Forging: Why Crankshafts and Connecting Rods Aren't Cast or Machined

2026-06-07

Forging shapes metal by squeezing it between dies while it's hot and plastic. Unlike casting (which solidifies from liquid) or machining (which removes material), forging refines the internal grain structure by aligning the grain flow with the part's geometry. That grain flow is why forged parts dominate any application where fatigue matters more than cost.

The three main processes:

Why grain flow matters: Cast parts have random grain orientation with internal porosity. Machined parts cut across the rolled grain of bar stock, exposing end grain at critical surfaces. Forging preserves continuous grain that follows the part contour — like wood grain following the shape of a baseball bat. A forged crankshaft's grain wraps around the journals and throws, putting the strongest direction where the bending and torsional loads concentrate.

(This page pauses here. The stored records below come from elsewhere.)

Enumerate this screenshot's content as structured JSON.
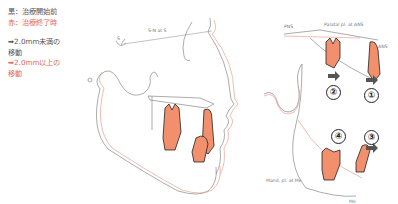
{
  "legend": {
    "black_line": "黒：治療開始前",
    "red_line": "赤：治療終了時",
    "small_move_1": "➡2.0mm未満の",
    "small_move_2": "移動",
    "large_move_1": "➡2.0mm以上の",
    "large_move_2": "移動"
  },
  "labels": {
    "s": "S",
    "sn": "S-N at S",
    "pns": "PNS",
    "palatal": "Palatal pl. at ANS",
    "ans": "ANS",
    "mand": "Mand. pl. at Me",
    "me": "Me"
  },
  "markers": {
    "m1": "①",
    "m2": "②",
    "m3": "③",
    "m4": "④"
  },
  "colors": {
    "before": "#222222",
    "after": "#e06a5a",
    "tooth_fill": "#f2906e"
  }
}
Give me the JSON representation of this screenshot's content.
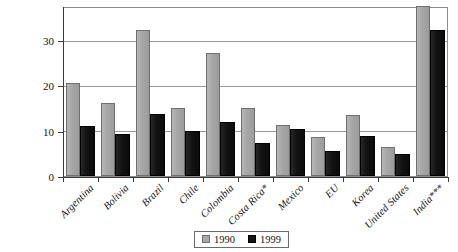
{
  "chart_data": {
    "type": "bar",
    "title": "",
    "subtitle": "",
    "xlabel": "",
    "ylabel": "",
    "ylim": [
      0,
      37.5
    ],
    "yticks": [
      0,
      10,
      20,
      30
    ],
    "ytick_labels": [
      "0",
      "10",
      "20",
      "30"
    ],
    "grid": true,
    "legend_position": "bottom",
    "categories": [
      "Argentina",
      "Bolivia",
      "Brazil",
      "Chile",
      "Colombia",
      "Costa Rica*",
      "Mexico",
      "EU",
      "Korea",
      "United States",
      "India***"
    ],
    "series": [
      {
        "name": "1990",
        "color": "#a8a8a8",
        "values": [
          20.5,
          16.1,
          32.2,
          15.0,
          27.2,
          15.0,
          11.2,
          8.7,
          13.4,
          6.3,
          37.4
        ]
      },
      {
        "name": "1999",
        "color": "#141414",
        "values": [
          11.1,
          9.2,
          13.7,
          10.0,
          11.9,
          7.3,
          10.3,
          5.6,
          8.8,
          4.8,
          32.3
        ]
      }
    ]
  },
  "legend": {
    "items": [
      {
        "label": "1990",
        "swatch": "gray-swatch"
      },
      {
        "label": "1999",
        "swatch": "black-swatch"
      }
    ]
  }
}
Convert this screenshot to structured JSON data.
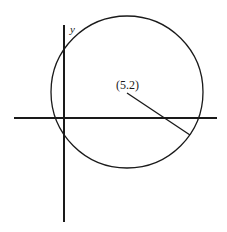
{
  "diagram": {
    "axes": {
      "y_label": "y",
      "x_label": ""
    },
    "circle": {
      "center_label": "(5.2)",
      "center_coords": [
        5,
        2
      ]
    },
    "colors": {
      "stroke": "#1a1a1a",
      "background": "#ffffff"
    }
  }
}
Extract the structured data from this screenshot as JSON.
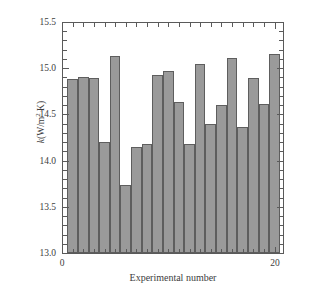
{
  "chart_data": {
    "type": "bar",
    "title": "",
    "xlabel": "Experimental number",
    "ylabel": "k (W/m² K)",
    "ylabel_symbol": "k",
    "ylabel_units": "(W/m",
    "ylabel_exponent": "2",
    "ylabel_units_tail": " K)",
    "categories": [
      1,
      2,
      3,
      4,
      5,
      6,
      7,
      8,
      9,
      10,
      11,
      12,
      13,
      14,
      15,
      16,
      17,
      18,
      19,
      20
    ],
    "values": [
      14.88,
      14.9,
      14.89,
      14.2,
      15.13,
      13.74,
      14.15,
      14.18,
      14.93,
      14.97,
      14.63,
      14.18,
      15.05,
      14.4,
      14.6,
      15.11,
      14.36,
      14.89,
      14.61,
      15.15
    ],
    "ylim": [
      13.0,
      15.5
    ],
    "xlim": [
      0,
      20.8
    ],
    "ytick_labels": [
      "13.0",
      "13.5",
      "14.0",
      "14.5",
      "15.0",
      "15.5"
    ],
    "ytick_values": [
      13.0,
      13.5,
      14.0,
      14.5,
      15.0,
      15.5
    ],
    "yminor_step": 0.1,
    "xtick_labels": [
      "0",
      "20"
    ],
    "xtick_values": [
      0,
      20
    ],
    "xminor_step": 1,
    "grid": false,
    "legend": null,
    "bar_color": "#9a9a9a",
    "bar_edge_color": "#5e5e5e",
    "axis_color": "#5a5a5a",
    "background": "#ffffff"
  }
}
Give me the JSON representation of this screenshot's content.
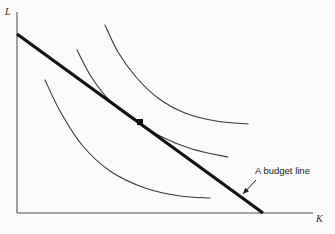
{
  "figure": {
    "background_color": "#fbfbfa",
    "axis_color": "#8a8a8a",
    "curve_color": "#3a3a3a",
    "line_color": "#111111",
    "annotation_color": "#1e1e1e",
    "width": 335,
    "height": 234
  },
  "axes": {
    "y_label": "L",
    "x_label": "K",
    "origin": {
      "x": 17,
      "y": 213
    },
    "y_top": {
      "x": 17,
      "y": 12
    },
    "x_right": {
      "x": 313,
      "y": 213
    }
  },
  "annotation": {
    "text": "A budget line",
    "text_x": 255,
    "text_y": 166,
    "arrow_from": {
      "x": 256,
      "y": 180
    },
    "arrow_to": {
      "x": 243,
      "y": 194
    }
  },
  "chart_data": {
    "type": "line",
    "title": "",
    "subtitle": "",
    "xlabel": "K",
    "ylabel": "L",
    "grid": false,
    "legend": false,
    "xlim": [
      0,
      100
    ],
    "ylim": [
      0,
      100
    ],
    "annotations": [
      {
        "text": "A budget line",
        "points_to": "budget-line"
      }
    ],
    "series": [
      {
        "name": "budget-line",
        "kind": "straight-line",
        "stroke_width": 3.2,
        "color": "#111111",
        "points": [
          [
            17,
            34
          ],
          [
            263,
            213
          ]
        ]
      },
      {
        "name": "isoquant-low",
        "kind": "convex-curve",
        "stroke_width": 1.1,
        "color": "#3a3a3a",
        "points": [
          [
            45,
            80
          ],
          [
            60,
            111
          ],
          [
            82,
            145
          ],
          [
            110,
            171
          ],
          [
            145,
            188
          ],
          [
            180,
            196
          ],
          [
            210,
            198
          ]
        ]
      },
      {
        "name": "isoquant-mid",
        "kind": "convex-curve",
        "stroke_width": 1.1,
        "color": "#3a3a3a",
        "points": [
          [
            77,
            50
          ],
          [
            92,
            78
          ],
          [
            112,
            103
          ],
          [
            133,
            119
          ],
          [
            160,
            136
          ],
          [
            192,
            149
          ],
          [
            228,
            157
          ]
        ]
      },
      {
        "name": "isoquant-high",
        "kind": "convex-curve",
        "stroke_width": 1.1,
        "color": "#3a3a3a",
        "points": [
          [
            105,
            25
          ],
          [
            118,
            52
          ],
          [
            136,
            77
          ],
          [
            158,
            98
          ],
          [
            185,
            113
          ],
          [
            216,
            121
          ],
          [
            248,
            124
          ]
        ]
      }
    ],
    "markers": [
      {
        "name": "tangency-point",
        "shape": "square",
        "size": 6,
        "color": "#111111",
        "x": 140,
        "y": 122
      }
    ]
  }
}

Real-world example: A typical automotive connecting rod is closed-die forged from 4140 or microalloyed steel, then heat-treated and machined only where it must interface with bearings and the crank. The forging process gives it ~20-30% higher fatigue strength than an equivalent cast or fully-machined part. This is why aircraft landing gear, military rifle bolts, and rail axles are forged — nobody wants to be the engineer who specified a casting where a forging was needed.

Rule of thumb — forging force: For closed-die forging, required press force ≈ k × σ_flow × A_projected, where σ_flow is the material's flow stress at forging temperature (typically 50-150 MPa for hot steel), A is the projected area in the die parting plane, and k is 3-10 depending on shape complexity. A 200 cm² connecting rod in steel needs roughly 600-2,000 tons of press capacity — which is why forge shops are loud, hot, and built on massive foundations.

See it in action: Check out Chevy Cast vs Forged Crankshafts by CNC-Motorsports to see this theory applied.
Key Takeaway: Forging trades tooling cost and limited geometry for continuous, contoured grain flow that gives fatigue-critical parts strength no casting or machining process can match.